The characters heartbreak, their despair, their feelings of injustice, their righteous anger, and their fear resonated with me as I worked my way through the book. The historical aspects come alive. One phrase really struck me: He who saves one life saves all of humanity. These people saved many lives, knowing what they risked doing so. One has to wonder what one would do in a similar situation. I highly recommend this book for anyone who reads WW2 Fiction.

I was provided a complimentary copy of this book with no expectations but that I provide my honest opinion. All thoughts expressed are my own.


About the Book:
Based on the true story of two World War II heroines who risked everything
to save Jewish children from the Gestapo by hiding them throughout Belgium.

Belgium, 1942

Young schoolteacher Andrée Geulen secretly defies the Nazis in Belgium, who are forcing Jews to wear a yellow Star of David. Andrée is not Jewish, but she feels a maternal connection to her students, who are living in constant fear, and decides to take action. No child should have to suffer under such persecution. But what can one woman do against an entire army?

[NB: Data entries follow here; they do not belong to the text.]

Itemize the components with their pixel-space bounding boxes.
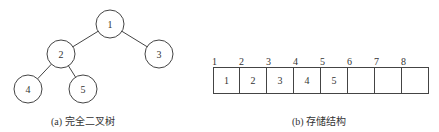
svg-text:2: 2 <box>59 49 64 60</box>
array-cell: 3 <box>267 67 294 94</box>
tree-node: 3 <box>145 40 173 68</box>
array-index: 2 <box>239 56 266 67</box>
tree-edge <box>122 31 147 46</box>
array-index: 1 <box>212 56 239 67</box>
tree-node: 1 <box>96 10 124 38</box>
svg-text:1: 1 <box>108 19 113 30</box>
svg-text:3: 3 <box>157 49 162 60</box>
svg-text:4: 4 <box>26 84 31 95</box>
array-cell <box>348 67 375 94</box>
tree-edge <box>73 31 98 46</box>
array-cell <box>402 67 429 94</box>
tree-node: 2 <box>47 40 75 68</box>
tree-node: 5 <box>69 75 97 103</box>
array-cell: 5 <box>321 67 348 94</box>
array-cell: 2 <box>240 67 267 94</box>
tree-edge <box>38 64 52 79</box>
svg-text:5: 5 <box>81 84 86 95</box>
array-cell: 4 <box>294 67 321 94</box>
array-cell: 1 <box>213 67 240 94</box>
array-index: 7 <box>374 56 401 67</box>
tree-edge <box>68 66 75 77</box>
array-index: 8 <box>401 56 428 67</box>
array-index: 5 <box>320 56 347 67</box>
array-index: 6 <box>347 56 374 67</box>
storage-caption: (b) 存储结构 <box>292 113 346 128</box>
array-cell <box>375 67 402 94</box>
tree-caption: (a) 完全二叉树 <box>51 113 115 128</box>
array-index: 3 <box>266 56 293 67</box>
array-index: 4 <box>293 56 320 67</box>
tree-node: 4 <box>14 75 42 103</box>
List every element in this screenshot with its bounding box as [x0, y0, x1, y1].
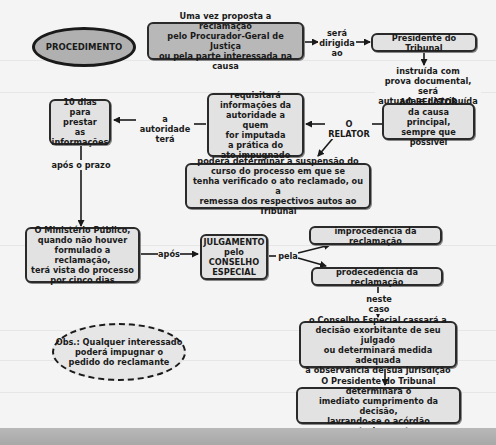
edge-label-neste-caso: neste caso	[355, 294, 403, 314]
node-suspensao-processo: poderá determinar a suspensão do curso d…	[185, 163, 371, 209]
node-presidente-tribunal: Presidente do Tribunal	[371, 33, 477, 52]
node-conselho-especial-cassara: o Conselho Especial cassará a decisão ex…	[299, 321, 457, 368]
node-improcedencia: improcedência da reclamação	[309, 226, 442, 245]
node-procedencia: prodecedência da reclamação	[311, 267, 443, 286]
edge-label-sera-dirigida: será dirigida ao	[318, 28, 356, 58]
edge-label-autoridade-tera: a autoridade terá	[136, 114, 194, 144]
ao-relator-title: AO RELATOR	[400, 97, 458, 107]
node-ao-relator: AO RELATOR da causa principal, sempre qu…	[382, 103, 475, 140]
edge-label-o-relator: O RELATOR	[326, 119, 372, 139]
node-10-dias: 10 dias para prestar as informações	[49, 99, 111, 145]
page-bottom-bar	[0, 428, 496, 445]
edge-label-apos: após	[158, 249, 180, 259]
note-obs-impugnar: Obs.: Qualquer interessado poderá impugn…	[52, 323, 186, 381]
node-ministerio-publico: O Ministério Público, quando não houver …	[25, 227, 140, 283]
node-julgamento-conselho: JULGAMENTO pelo CONSELHO ESPECIAL	[200, 234, 268, 280]
edge-label-apos-prazo: após o prazo	[49, 160, 113, 170]
node-presidente-determinara: O Presidente do Tribunal determinará o i…	[296, 387, 461, 424]
node-requisitara-informacoes: requisitará informações da autoridade a …	[207, 93, 304, 157]
node-proposta-reclamacao: Uma vez proposta a reclamação pelo Procu…	[147, 22, 304, 60]
procedimento-title-node: PROCEDIMENTO	[32, 27, 136, 67]
edge-label-pela: pela	[278, 251, 298, 261]
ao-relator-body: da causa principal, sempre que possível	[388, 107, 469, 147]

Ida Sterno is a Jewish woman who works with the Committee for the Defense of Jews in Belgium, a clandestine resistance group tasked with hiding children from the Gestapo. She wants to recruit Andrée because her Aryan appearance can provide crucial security measures for their efforts. Andrée agrees to join and begins work immediately by adopting a code name: Claude Fournier.

Together, Andrée and Ida, and their undercover operatives, work around the clock to move Jewish children from their families and smuggle them to safety through the secret channels established by the resistance. As each child is hidden, Andrée commits to memory their true name and history. Someday, she vows, she will help reunite as many of these families as she can.

But with the Gestapo closing in and the traitorous Fat Jacques who has turned from ally to enemy and is threatening to identify and expose any Jew he meets, Andrée and Ida must work even harder against increasingly impossible odds to save as many children as possible and keep them safely hidden—even if it might cost them their own lives.

About the Author:

Rebecca Connolly is the author of more than two dozen novels. She calls herself a Midwest girl, having lived in Ohio and Indiana. She's always been a bookworm, and her grandma would send her books almost every month so she would never run out. Book Fairs were her carnival, and libraries are her happy place. She received a master's degree from West Virginia University.

While doing research for this book, she discovered information about her own family history, including the fates of several unknown family members who perished in the concentration camps of World War II.